Friday, January 21, 2005

All we have left is hope, Jan. 21, 2005

All we have left is hope
Creators Syndicate Friday Jan. 21, 2005
By Ray Hanania

It is hard to find hope in America if you are not one of the privileged majority wrapped tightly in the “warm” blanket of the new American Patriotism.

Some of us are shivering in the chill of bigotry, discrimination and hatred.

The lines between us include the war in Iraq, which everyday is becoming a Vietnam-like battleground with insurgents doing a very good job of standing up to our high-tech and supposedly superior military.

The number of American soldiers who are killed continues to rise and the attitude among the tightly wrapped is that, well, we lost one, now we have to keep fighting for the honor of that loss.
No. We lost hundreds and soon thousands. Rather than fight an unwinnable war, we should pack up and leave with the lives we haven’t yet lost.

The terrorism of Sept. 11 has been so politicized it has been used to drive election results. This week, its greatest benefactor, George W. Bush, was sworn in to a second term most people before Sept. 11 didn’t believe he would ever have.

Whenever the politicians need to bump the polls, all they have to do is put an electrode to American fears and turn on the switch: We have to raise the warning from yellow to orange because two years ago, we learned someone might try to blow up a bus station.

Americans have become vigilantes against terrorists, walking around sneering at anyone with slightly darker skin who might look Middle Eastern. Amazingly, most Americans can’t tell the difference between a Pakistani or a Palestinian, an Iraqi or an Indian.

The debate has turned from a buzz to loud noise with the conservatives screaming and railing at anyone who questions American policy. The Constitution is a convenience, not a foundation for them. If they have to strip someone’s rights to protect themselves, they will do that.

Racism occurs without anyone blinking an eye. Arab Americans are losing jobs left and right, are being prosecuted without being the chance to defend themselves in our supposedly Democratic court system, and the primary strategy to fight terrorism is profiling, which was the very system that failed us on Sept. 11.

Bush tells us the world will be safer if we just bring Democracy to Iraq. But bringing Democracy to Iraq is an impossible and unachievable goal.

You cannot make a sectarian country divided by religion and ethnicity (Sunnis, Shi’ites, Kurds, Assyrians, Arabs, Iranians, Chaldeans) a Democracy when the people insist on voting on the basis of religion and ethnicity rather than on issues.

Bush says the terrorists are on the run. I don’t see them running at all, unless it is to blow themselves up at an American target.

Osama Bin Laden, the mastermind of Sept. 11 is still at-large, but we have Saddam Hussein in custody who, as it turns out, did not have weapons of mass destruction, did not pose a threat to the United States, had no plans to attack us and isn’t even popular with his own people who every year voted to return him to office rather than stand up for their own independence and Democracy.

Meanwhile, healthcare, social security, the war on drugs and street gangs, education and senior care remain out of sight and continue to decline.

Of course, we might console ourselves by saying that things could get worse.

What’s really frightening is that things just might get worse.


(Exercise brief):
Copy out all lines in the data below containing the string "elements".

(Exercise data):
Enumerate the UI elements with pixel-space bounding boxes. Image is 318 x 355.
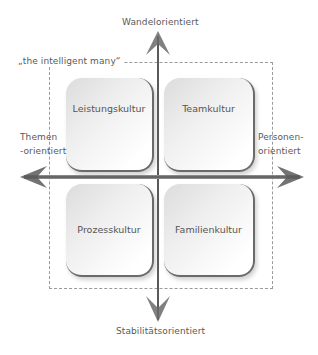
axis-label-left-2: -orientiert (20, 146, 66, 156)
axis-label-left-1: Themen (20, 132, 57, 142)
axis-label-top: Wandelorientiert (122, 17, 199, 27)
axis-label-right-1: Personen- (258, 132, 304, 142)
axes (0, 0, 318, 355)
axis-label-bottom: Stabilitätsorientiert (116, 326, 205, 336)
axis-label-right-2: orientiert (258, 146, 301, 156)
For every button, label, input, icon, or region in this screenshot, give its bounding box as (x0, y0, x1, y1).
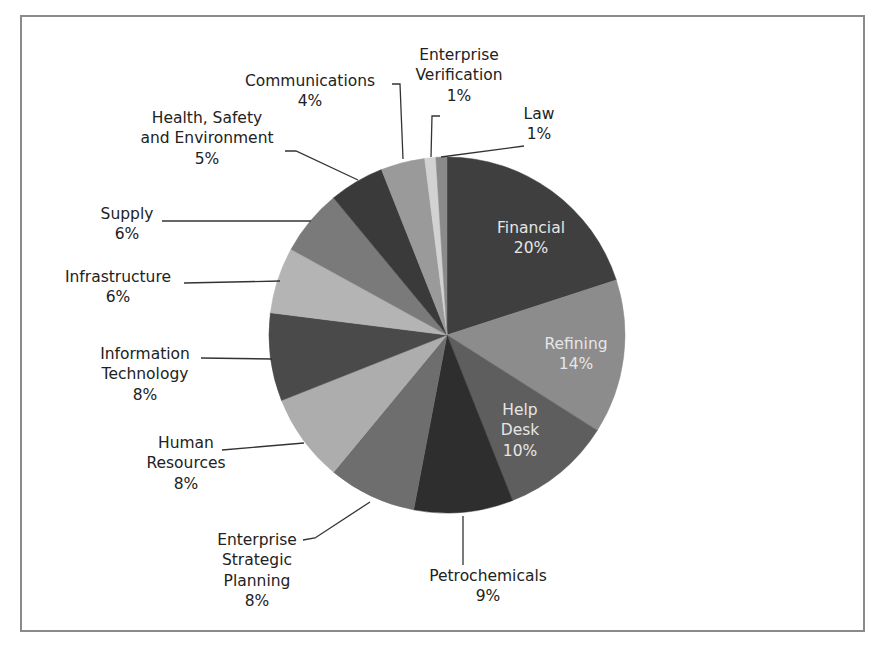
data-label-information-technology: InformationTechnology8% (100, 345, 190, 404)
leader-line-enterprise-verification (431, 116, 440, 157)
data-label-line: Financial (497, 219, 565, 237)
data-label-infrastructure: Infrastructure6% (65, 268, 171, 306)
leader-line-law (441, 146, 524, 157)
data-label-line: Enterprise (419, 46, 499, 64)
data-label-line: Petrochemicals (429, 567, 547, 585)
leader-line-information-technology (201, 358, 272, 359)
leader-line-infrastructure (184, 281, 280, 283)
data-label-line: 8% (245, 592, 270, 610)
data-label-line: Human (158, 434, 214, 452)
data-label-line: 10% (503, 442, 537, 460)
data-label-line: Strategic (222, 551, 292, 569)
data-label-supply: Supply6% (101, 205, 154, 243)
data-label-law: Law1% (524, 105, 555, 143)
data-label-health-safety-and-environment: Health, Safetyand Environment5% (140, 109, 273, 168)
leader-line-communications (392, 84, 403, 159)
data-label-line: 4% (298, 92, 323, 110)
data-label-line: Supply (101, 205, 154, 223)
leader-line-human-resources (222, 443, 304, 450)
data-label-line: Verification (415, 66, 502, 84)
data-label-line: 8% (133, 386, 158, 404)
data-label-enterprise-verification: EnterpriseVerification1% (415, 46, 502, 105)
data-label-line: Communications (245, 72, 375, 90)
leader-line-health-safety-environment (285, 151, 358, 180)
data-label-line: Technology (101, 365, 189, 383)
data-label-line: Desk (501, 421, 540, 439)
data-label-line: 1% (527, 125, 552, 143)
data-label-enterprise-strategic: EnterpriseStrategicPlanning8% (217, 531, 297, 610)
data-label-line: 9% (476, 587, 501, 605)
data-label-line: 6% (115, 225, 140, 243)
data-label-line: 14% (559, 355, 593, 373)
data-label-line: 8% (174, 475, 199, 493)
leader-line-enterprise-strategic-planning (303, 502, 370, 540)
data-label-line: Planning (224, 572, 291, 590)
data-label-help-desk: HelpDesk10% (501, 401, 540, 460)
data-label-line: 20% (514, 239, 548, 257)
data-label-petrochemicals: Petrochemicals9% (429, 567, 547, 605)
data-label-line: Resources (146, 454, 225, 472)
data-label-line: Law (524, 105, 555, 123)
data-label-human-resources: HumanResources8% (146, 434, 225, 493)
data-label-line: 1% (447, 87, 472, 105)
data-label-line: Health, Safety (152, 109, 262, 127)
data-label-line: Infrastructure (65, 268, 171, 286)
data-label-line: and Environment (140, 129, 273, 147)
data-label-line: Information (100, 345, 190, 363)
data-label-line: Enterprise (217, 531, 297, 549)
data-label-line: Refining (544, 335, 607, 353)
data-label-communications: Communications4% (245, 72, 375, 110)
pie-chart: Financial20%Refining14%HelpDesk10%Petroc… (0, 0, 884, 656)
data-label-line: 6% (106, 288, 131, 306)
data-label-line: 5% (195, 150, 220, 168)
data-label-line: Help (502, 401, 537, 419)
chart-canvas: Financial20%Refining14%HelpDesk10%Petroc… (0, 0, 884, 656)
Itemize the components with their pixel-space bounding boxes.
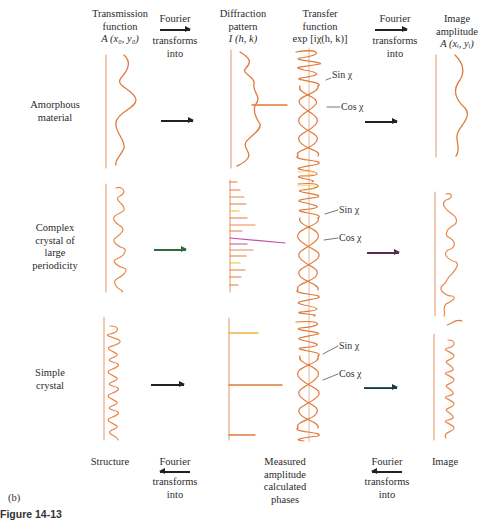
sin-chi-label: Sin χ — [332, 69, 352, 80]
simple-transmission-curve — [107, 326, 120, 440]
complex-diffraction-lines — [230, 182, 285, 285]
callout-leaders — [323, 78, 340, 380]
arrow-left-icon — [160, 471, 190, 473]
footer-fourier-bottom-left: Fourier — [145, 456, 205, 469]
complex-image-curve — [441, 194, 457, 316]
fourier-label: Fourier — [357, 456, 417, 469]
footer-image: Image — [420, 456, 470, 469]
simple-image-curve — [445, 340, 454, 438]
footer-structure: Structure — [75, 456, 145, 469]
image-curve-tail — [447, 320, 462, 325]
amorphous-image-curve — [455, 55, 467, 156]
footer-fourier-bottom-right-bottom: transforms into — [357, 476, 417, 501]
arrow-left-icon — [372, 471, 402, 473]
transforms-label: transforms — [357, 476, 417, 489]
transforms-label: transforms — [145, 476, 205, 489]
into-label: into — [357, 489, 417, 502]
complex-transmission-curve — [114, 188, 126, 292]
figure-caption: Figure 14-13 — [0, 508, 62, 520]
footer-line: phases — [250, 494, 320, 507]
fourier-label: Fourier — [145, 456, 205, 469]
amorphous-diffraction-curve — [237, 52, 260, 166]
transfer-function-coil — [296, 51, 320, 441]
into-label: into — [145, 489, 205, 502]
sin-chi-label: Sin χ — [339, 340, 359, 351]
footer-fourier-bottom-left-bottom: transforms into — [145, 476, 205, 501]
panel-label: (b) — [8, 492, 20, 503]
footer-line: amplitude — [250, 469, 320, 482]
amorphous-transmission-curve — [116, 55, 136, 165]
cos-chi-label: Cos χ — [341, 101, 364, 112]
sin-chi-label: Sin χ — [339, 204, 359, 215]
plots-canvas — [0, 0, 489, 528]
footer-line: calculated — [250, 481, 320, 494]
footer-line: Measured — [250, 456, 320, 469]
footer-fourier-bottom-right: Fourier — [357, 456, 417, 469]
cos-chi-label: Cos χ — [339, 232, 362, 243]
cos-chi-label: Cos χ — [339, 368, 362, 379]
footer-measured-amplitude: Measured amplitude calculated phases — [250, 456, 320, 506]
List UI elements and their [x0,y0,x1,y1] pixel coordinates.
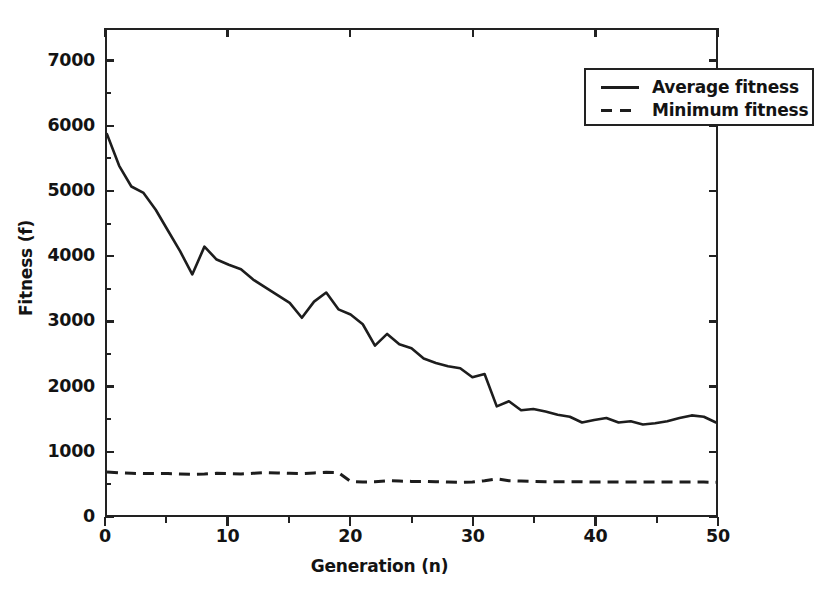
minimum-fitness-line [107,472,716,482]
legend-item-minimum: Minimum fitness [586,98,812,121]
x-tick-minor [533,517,535,523]
x-tick-label: 50 [688,528,748,546]
legend-dashed-line-icon [598,103,642,117]
y-tick [105,59,114,62]
y-tick-minor [105,288,111,290]
y-tick-label: 3000 [31,312,95,330]
y-tick-minor [105,92,111,94]
y-tick-right [709,190,718,193]
x-tick-minor [656,517,658,523]
y-tick-label: 4000 [31,247,95,265]
x-tick [104,517,107,526]
y-tick-right [709,255,718,258]
x-tick-top [594,28,597,37]
y-tick [105,255,114,258]
y-axis-title: Fitness (f) [16,198,36,338]
y-tick-minor [105,418,111,420]
x-tick [226,517,229,526]
average-fitness-line [107,134,716,424]
y-tick [105,516,114,519]
x-tick-top [717,28,720,37]
y-tick-right [709,59,718,62]
x-tick [349,517,352,526]
y-tick-label: 1000 [31,443,95,461]
y-tick-right [709,451,718,454]
x-tick-top [226,28,229,37]
y-tick-minor [105,223,111,225]
y-tick-right [709,385,718,388]
legend-label-minimum: Minimum fitness [652,100,808,120]
x-tick-top [349,28,352,37]
x-tick-minor [411,517,413,523]
x-tick [472,517,475,526]
y-tick [105,385,114,388]
chart-legend: Average fitness Minimum fitness [584,68,814,126]
y-tick-label: 7000 [31,52,95,70]
y-tick-minor [105,483,111,485]
y-tick [105,320,114,323]
y-tick-right [709,516,718,519]
y-tick [105,451,114,454]
plot-area: Average fitness Minimum fitness [105,28,718,517]
legend-solid-line-icon [598,80,642,94]
legend-item-average: Average fitness [586,75,812,98]
y-tick-right [709,125,718,128]
y-tick [105,190,114,193]
x-tick-label: 0 [75,528,135,546]
legend-label-average: Average fitness [652,77,799,97]
x-tick-label: 10 [198,528,258,546]
y-tick-label: 6000 [31,117,95,135]
y-tick-right [709,320,718,323]
x-tick-top [472,28,475,37]
y-tick-label: 2000 [31,378,95,396]
x-tick-label: 20 [320,528,380,546]
y-tick [105,125,114,128]
x-tick-label: 40 [565,528,625,546]
x-tick-minor [165,517,167,523]
x-axis-title: Generation (n) [0,556,759,576]
x-tick [594,517,597,526]
y-tick-label: 0 [31,508,95,526]
y-tick-minor [105,157,111,159]
x-tick-top [104,28,107,37]
x-tick-minor [288,517,290,523]
x-tick-label: 30 [443,528,503,546]
x-tick [717,517,720,526]
y-tick-minor [105,353,111,355]
y-tick-label: 5000 [31,182,95,200]
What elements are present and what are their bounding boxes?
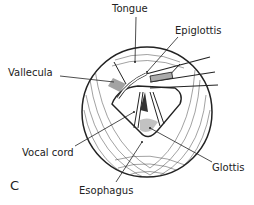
panel-label: C [10, 178, 19, 193]
vallecula-label: Vallecula [8, 68, 53, 78]
vocal-cord-label: Vocal cord [22, 148, 74, 158]
esophagus-label: Esophagus [79, 186, 133, 196]
tongue-label: Tongue [112, 4, 148, 14]
epiglottis-label: Epiglottis [175, 26, 222, 36]
glottis-label: Glottis [212, 163, 244, 173]
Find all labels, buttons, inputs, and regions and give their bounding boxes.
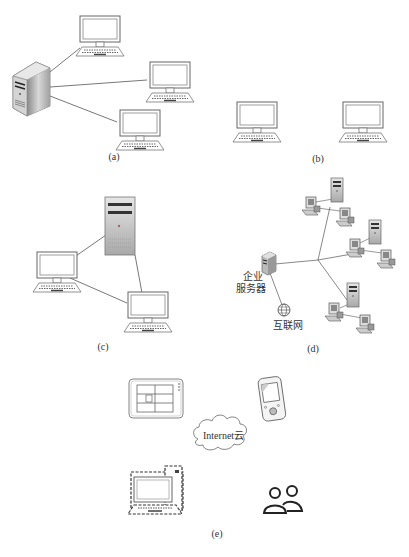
computer-icon <box>33 252 81 292</box>
handheld-device-icon <box>258 376 287 422</box>
computer-icon <box>76 16 124 56</box>
tower-server-icon <box>105 197 135 255</box>
users-icon <box>264 486 302 513</box>
workstation-icon <box>302 197 320 215</box>
caption-a: (a) <box>108 151 119 162</box>
caption-c: (c) <box>97 341 108 352</box>
dashed-computer-icon <box>128 466 183 514</box>
panel-e <box>128 376 302 514</box>
computer-icon <box>116 110 164 150</box>
tower-icon <box>347 283 359 307</box>
enterprise-server-label-line2: 服务器 <box>236 283 266 295</box>
enterprise-server-icon <box>262 252 276 275</box>
tower-icon <box>331 178 343 202</box>
tablet-icon <box>129 379 183 418</box>
computer-icon <box>146 62 194 102</box>
panel-d <box>262 178 395 333</box>
computer-icon <box>124 292 172 332</box>
computer-icon <box>233 102 281 142</box>
tower-icon <box>369 220 381 244</box>
server-icon <box>13 62 50 116</box>
caption-d: (d) <box>307 343 319 354</box>
globe-icon <box>278 304 290 316</box>
panel-c <box>33 197 172 332</box>
computer-icon <box>339 102 387 142</box>
cloud-label: Internet云 <box>203 427 244 442</box>
caption-e: (e) <box>211 528 222 539</box>
internet-label: 互联网 <box>273 320 303 332</box>
panel-a <box>13 16 194 150</box>
workstation-icon <box>325 303 343 321</box>
panel-b <box>233 102 387 142</box>
enterprise-server-label-line1: 企业 <box>243 271 263 283</box>
workstation-icon <box>346 239 364 257</box>
caption-b: (b) <box>312 153 324 164</box>
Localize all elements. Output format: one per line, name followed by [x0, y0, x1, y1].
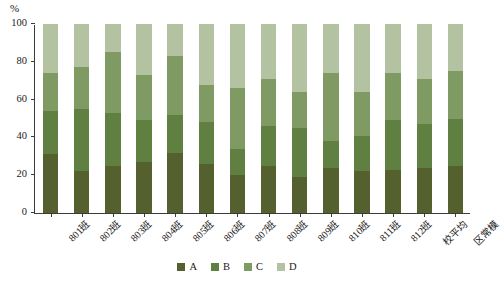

(Exercise response):
Enumerate the UI elements with pixel-space bounding boxes. Image is 318 x 355.
List UI elements and their [x0,y0,x1,y1] pixel coordinates.
What elements are present and what are their bounding boxes?
Localize all elements. Output format: one per line, name followed by [x0, y0, x1, y1].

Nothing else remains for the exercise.